Okay, so we have a real-world scenario that kind-of resembles the Trolley one, and best as I can tell, eudaemonistic ethics emerges essentially intact, so what do we learn from the Trolley Problem? Why do "mainstream" philosophers obsess over such things? (It so happens that those philosophers most associated with the problem, Philippa Foot and Judith Thomson, are among the best of "the mainstream," so perhaps the main upshot was to highlight the inadequacy of deontology and consequentialism as ethical theories, or maybe better yet, how incompetent but influential philosophers have used these theories in all kinds of counter-intuitive ways. Long story short, the answers these theories or their proponents are likely to give in such a situation are counter-intuitive. I don't find that to be surprising at all. These moral theories are rationalistic constructions that don't gel with common sense. Foot, however, was a virtue ethicist. Coincidence? I don't think so, seeing as how eudaemonism does everything an ethical theory is supposed to do.) Perhaps the "mainstream" obsesses on such matters because of bad philosophical methodology, i.e., bad epistemology. This would not be any surprise, seeing as how "mainstream (academic) philosophy" has become so specialized and so compartmentalized that epistemological issues hardly enter into the picture amongst the mainstream moral theorists.

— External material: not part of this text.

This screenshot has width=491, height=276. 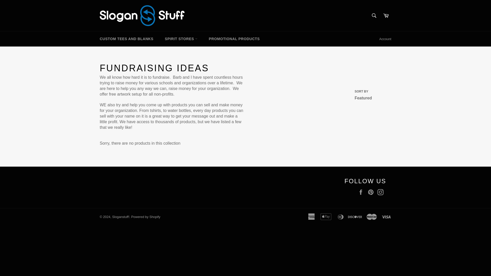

We already know that to be the case when it came to the most influential mainstream moral philosopher of our times, John Rawls.

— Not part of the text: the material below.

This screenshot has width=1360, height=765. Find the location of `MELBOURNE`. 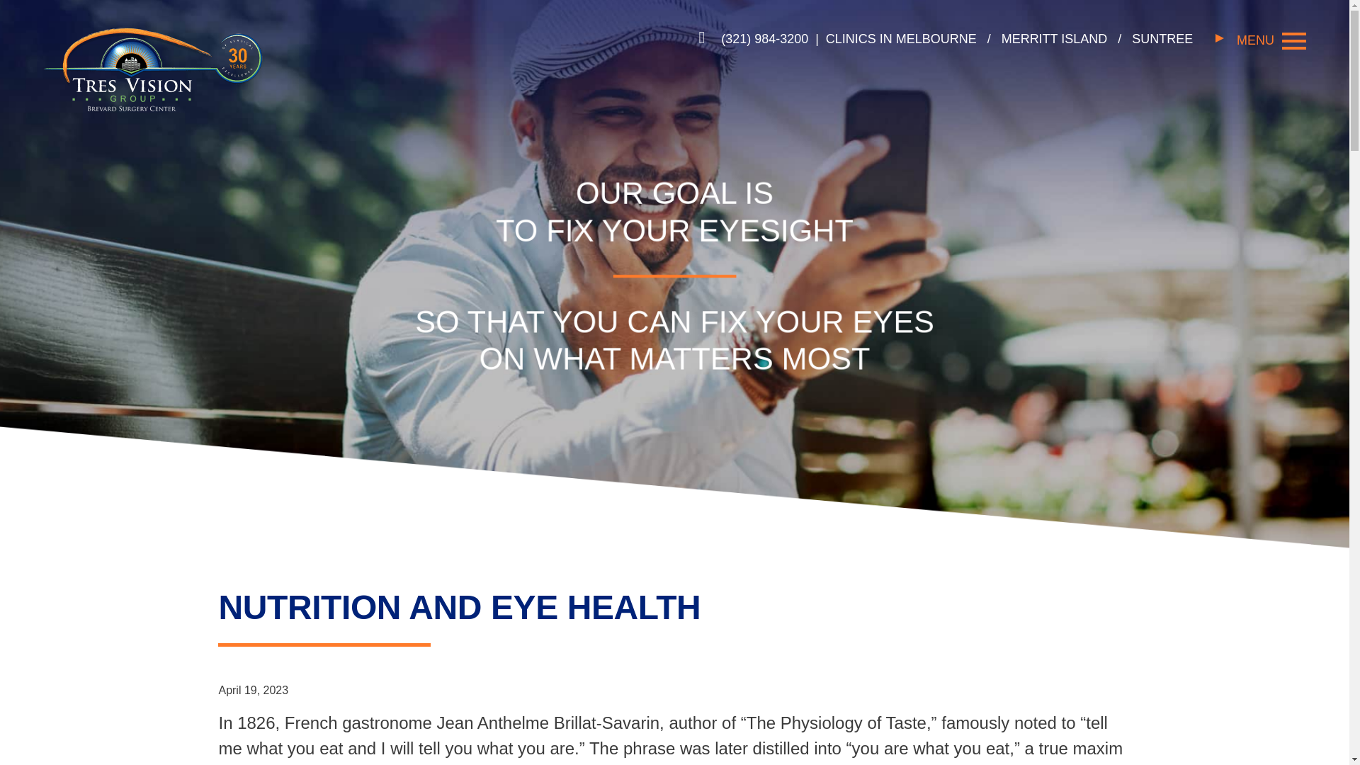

But seeing as how the Trolley Problem is, at the most fundamental root, about philosophical methodology (i.e., epistemology), how do you really answer it without doing all the appropriate background integrations to begin with. How on fucking earth do you approach any such problem (much less any other problem) without having done the appropriate background integrations (which include a high regard for common sense)? In other words, how does the mainstream of contemporary moral philosophy deliver anything but epistemic paralysis, short of becoming thoroughly familiar with proper principles of epistemology? Do these mainstream academic philosophers even really know what the word "integration" means?

Seriously, do they?

(Hint: During the course of 2 years of graduate study at what was, at the time, a leading program in moral and political philosophy, I don't think I ever heard the word "integration" once. Maybe in effect during my course in ancient philosophy given by a prominent Aristotelian-Randian, I did. Aristotle's hylomorphic theory of the soul was a big focus there, and that's basically all about integration without using the word. But it's doubtful all that many contemporary academic moral philosophers understand the epistemic implications of Aristotle's approach to the soul much less anything else. If they did, the world of academic philosophy wouldn't be mired in such a bog of shit, for one thing, and it would be all familiar with Ayn Rand's theory of concepts for another. So, no, the academic mainstream really hasn't the faintest what "integration" really means. Note: it's not the same thing as Rawslian "integration" - read: laughable attempt at reconciliation - of rational and irrational moral positions.)